The Man Who Bought Cadillac Mountain.
John Stewart Kennedy might not be the first Kennedy people think of when they think of that last name or even of scandal, but the Scottish-born American businessman definitely made himself known in the United States and in Bar Harbor.
He is also the man who bought Cadillac Mountain.
The fifth son of nine children, Kennedy was born in 1830 in Blantyre, Scotland. His family eventually moved to Glasgow and he worked in the days as a shipping clerk and at night to finish his schooling. He eventually became a salesman at at twenty, an iron firm asked him to be its representative in North America. He returned to Glasgow for a while after his brother drowned. Once back in New York, he created a company with Morris Ketchum Jesup. They started off all about railroad iron, but recreated themselves to focus instead on banking. And eventually the New Yorkers would be Bar Harbor summer neighbors. Our local library is named after Jesup.
He formed a banking firm and his finances increased more and more until he was eventually the USA liquidator for the City of Glasow Bank shareholders. Then he became the president of the Bank of Manhatten Company. Not too bad for a kid who was a shipping clerk, trying to get his schooling done at night.
There are no trails or mountains named after John Stewart Kennedy, but he was instrumental in creating Acadia National Park. Part of the quietness around him was because he thought grand announcements were ostentatious when they were about philanthropy. Part of that lack of celebration of his accomplishments was because he was private. Part of it was because he died about ten years before Acadia became a reality.
One of the last things he told his wife, whispering on his death bed, was about a promise to buy Huguenot Head (then called Pickett Mountain). She sent a check.
John had married Emma Baker. Her dad, Cornelius, helped found New York University. They had no children, but Cornelius is remembered as a railroad builder and philanthropist. He died leaving behind $67 million.
In New York, John Stewart died of whooping cough. Emma died in Bar Harbor in 1930 at Kenarden, an estate currently owned by the Colket family, heirs to the Campbell Soup fortune. Emma was 96.
They’d built Kenarden Lodge back in 1892 and at the time it was part of the Shore Path. It cost $200,000 and it had its own power plant. The estate encompassed twenty acres of woods from Cromwell Harbor’s north side to the southern part of Maine Street. There were forty-five rooms in the mock-Tudor and 250 feet faced the sea. Allegedly because of its use of electricity, which was brand new in homes and still rare, people thought it looked “like a fairy palace.” Beatrix Jones Farrand created the gardens.
William Baker writes, “In the summer of 1899 the Kennedys hosted a large, boisterous lawn party of officers from six British warships docked off Bar Harbor.

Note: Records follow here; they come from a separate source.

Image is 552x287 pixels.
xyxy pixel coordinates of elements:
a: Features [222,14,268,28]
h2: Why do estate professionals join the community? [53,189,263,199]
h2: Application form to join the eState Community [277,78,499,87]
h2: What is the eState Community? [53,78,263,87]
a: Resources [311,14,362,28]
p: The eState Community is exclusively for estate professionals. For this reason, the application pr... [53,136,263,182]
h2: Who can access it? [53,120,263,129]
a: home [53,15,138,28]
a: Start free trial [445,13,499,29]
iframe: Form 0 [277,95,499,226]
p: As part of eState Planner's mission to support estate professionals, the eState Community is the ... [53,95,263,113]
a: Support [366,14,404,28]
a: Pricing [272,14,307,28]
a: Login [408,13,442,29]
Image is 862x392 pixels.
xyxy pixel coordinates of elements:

“As boars came and went all afternoon from the ships to the Kennedys’ dock, colorfully attired naval officers ate, drank, and chatted with Bar Harbor’s summer society. A British military band played all afternoon and evening. To Kennedy’s great delight, a Scotsman strutted up and down the lawn in full Highland regalia, playing bagpipes.”
Kennedy liked to nap in the morning. He was not to be disturbed. J.P. Morgan decided to visit him then, but Jim Foley, the carriage driver refused to go on the grounds. He said Morgan would have to call ahead and ask if it was okay first. Morgan wasn’t used to be told no.

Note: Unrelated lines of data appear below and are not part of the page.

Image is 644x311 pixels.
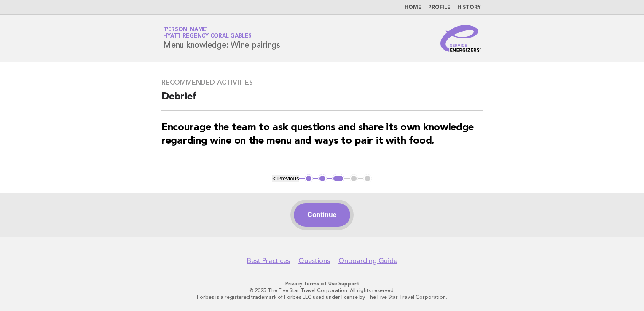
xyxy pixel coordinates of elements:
a: Privacy [286,281,302,287]
button: 3 [332,174,344,183]
a: Questions [299,257,330,265]
a: [PERSON_NAME]Hyatt Regency Coral Gables [163,27,252,39]
button: Continue [294,203,350,227]
h2: Debrief [161,90,483,111]
a: Terms of Use [304,281,337,287]
p: · · [64,280,580,287]
h1: Menu knowledge: Wine pairings [163,27,280,50]
a: Best Practices [247,257,290,265]
p: Forbes is a registered trademark of Forbes LLC used under license by The Five Star Travel Corpora... [64,294,580,300]
button: < Previous [272,175,299,182]
a: Support [339,281,359,287]
img: Service Energizers [441,25,481,52]
a: Home [405,5,422,10]
a: History [458,5,481,10]
a: Profile [429,5,451,10]
span: Hyatt Regency Coral Gables [163,34,252,39]
a: Onboarding Guide [339,257,398,265]
button: 1 [305,174,313,183]
p: © 2025 The Five Star Travel Corporation. All rights reserved. [64,287,580,294]
button: 2 [319,174,327,183]
strong: Encourage the team to ask questions and share its own knowledge regarding wine on the menu and wa... [161,122,474,146]
h3: Recommended activities [161,79,483,87]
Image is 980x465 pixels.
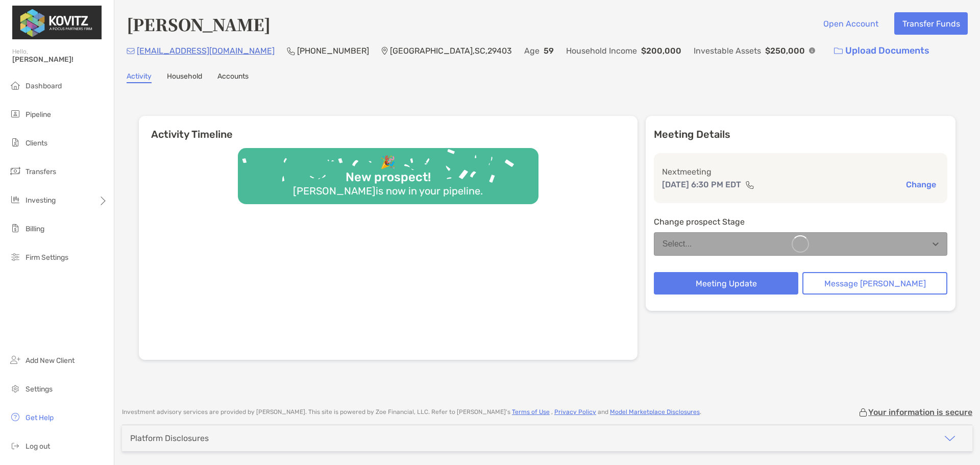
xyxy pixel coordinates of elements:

Baker writes, “Jim Foley declared simply that he ‘didn’t give a damn who Morgan was.’” He cared about Kennedy.
Kennedy’s passion in those Bar Harbor summers was to improve the community, a passion and philanthropy shared by Ruth Colket now. Mrs. Colket has supported more nonprofit work in the town than can possibly be listed here.
Kennedy wanted saloons to be hidden. He wanted gambling halls banned. When the Rodick family (who supplied the town water) refused to increase his water allotment to water the gardens, he created the Bar Harbor Water Company. The public could buy stock. That company was eventually purchased by the town. He was also one of the many men who created the Hancock County Trustees of Public Reservations. This became one of the big impetuses that allowed the creation of Acadia. The goal of the group was “to acquire, hold, and maintain and improve for free public use lands in Hancock County which by reason of scenic beauty, historical interest, sanitary advantage or for other reasons may be available for that purpose.”

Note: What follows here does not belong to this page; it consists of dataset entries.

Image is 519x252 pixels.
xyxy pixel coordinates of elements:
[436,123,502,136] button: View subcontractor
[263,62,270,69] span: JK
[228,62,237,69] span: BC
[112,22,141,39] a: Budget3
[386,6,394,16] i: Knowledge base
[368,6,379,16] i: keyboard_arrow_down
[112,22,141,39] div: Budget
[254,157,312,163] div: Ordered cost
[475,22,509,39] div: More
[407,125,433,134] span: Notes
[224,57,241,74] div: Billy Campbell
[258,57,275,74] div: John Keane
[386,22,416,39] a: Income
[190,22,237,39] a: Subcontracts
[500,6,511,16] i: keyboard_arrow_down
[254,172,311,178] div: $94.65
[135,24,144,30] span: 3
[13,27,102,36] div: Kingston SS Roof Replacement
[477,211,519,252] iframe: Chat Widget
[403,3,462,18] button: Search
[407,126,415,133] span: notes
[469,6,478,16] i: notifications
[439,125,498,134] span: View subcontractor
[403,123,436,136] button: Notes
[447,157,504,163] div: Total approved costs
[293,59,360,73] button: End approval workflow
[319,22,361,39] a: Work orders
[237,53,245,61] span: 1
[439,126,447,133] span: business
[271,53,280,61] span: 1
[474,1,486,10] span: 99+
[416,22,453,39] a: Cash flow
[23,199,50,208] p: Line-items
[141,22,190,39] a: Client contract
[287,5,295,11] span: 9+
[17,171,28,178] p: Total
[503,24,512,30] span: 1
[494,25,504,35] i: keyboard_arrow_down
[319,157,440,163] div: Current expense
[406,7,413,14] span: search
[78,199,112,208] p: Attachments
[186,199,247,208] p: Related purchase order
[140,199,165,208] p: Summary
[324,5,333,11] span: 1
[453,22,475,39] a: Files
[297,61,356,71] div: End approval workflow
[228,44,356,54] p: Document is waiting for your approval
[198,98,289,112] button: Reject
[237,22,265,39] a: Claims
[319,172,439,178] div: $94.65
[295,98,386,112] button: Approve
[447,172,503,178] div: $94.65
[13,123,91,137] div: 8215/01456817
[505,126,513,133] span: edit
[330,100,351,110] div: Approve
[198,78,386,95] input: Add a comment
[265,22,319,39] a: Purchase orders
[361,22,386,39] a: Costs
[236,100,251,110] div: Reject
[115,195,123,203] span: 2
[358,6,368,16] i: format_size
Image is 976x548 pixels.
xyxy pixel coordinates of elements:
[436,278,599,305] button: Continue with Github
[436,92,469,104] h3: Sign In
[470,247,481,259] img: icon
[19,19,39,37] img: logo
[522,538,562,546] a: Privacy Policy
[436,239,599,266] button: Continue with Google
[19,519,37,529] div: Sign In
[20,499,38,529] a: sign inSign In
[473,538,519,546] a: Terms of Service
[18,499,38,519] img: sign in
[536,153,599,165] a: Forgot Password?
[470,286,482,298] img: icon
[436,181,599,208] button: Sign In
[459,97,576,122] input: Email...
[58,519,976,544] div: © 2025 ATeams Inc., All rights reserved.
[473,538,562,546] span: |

Kennedy’s neighbor, George Dorr (who is remembered as the father of Acadia), told him that Cadillac Mountain (it was called Green back then) was being ruined. Two inns—not snazzy inns—and a railway that went from the mountain’s peak to Eagle Lake was going to ruin the mountain. It would be commercialized. It would be overrun by tourists.
That couldn’t happen, they decided.
So, Kennedy bought the mountain.
After the Kennedys, it was purchased by Dr. Thompson Dorrance. The original lodge was torn down in 1960. And eventually, it became one of the most visited sites of Acadia National Park.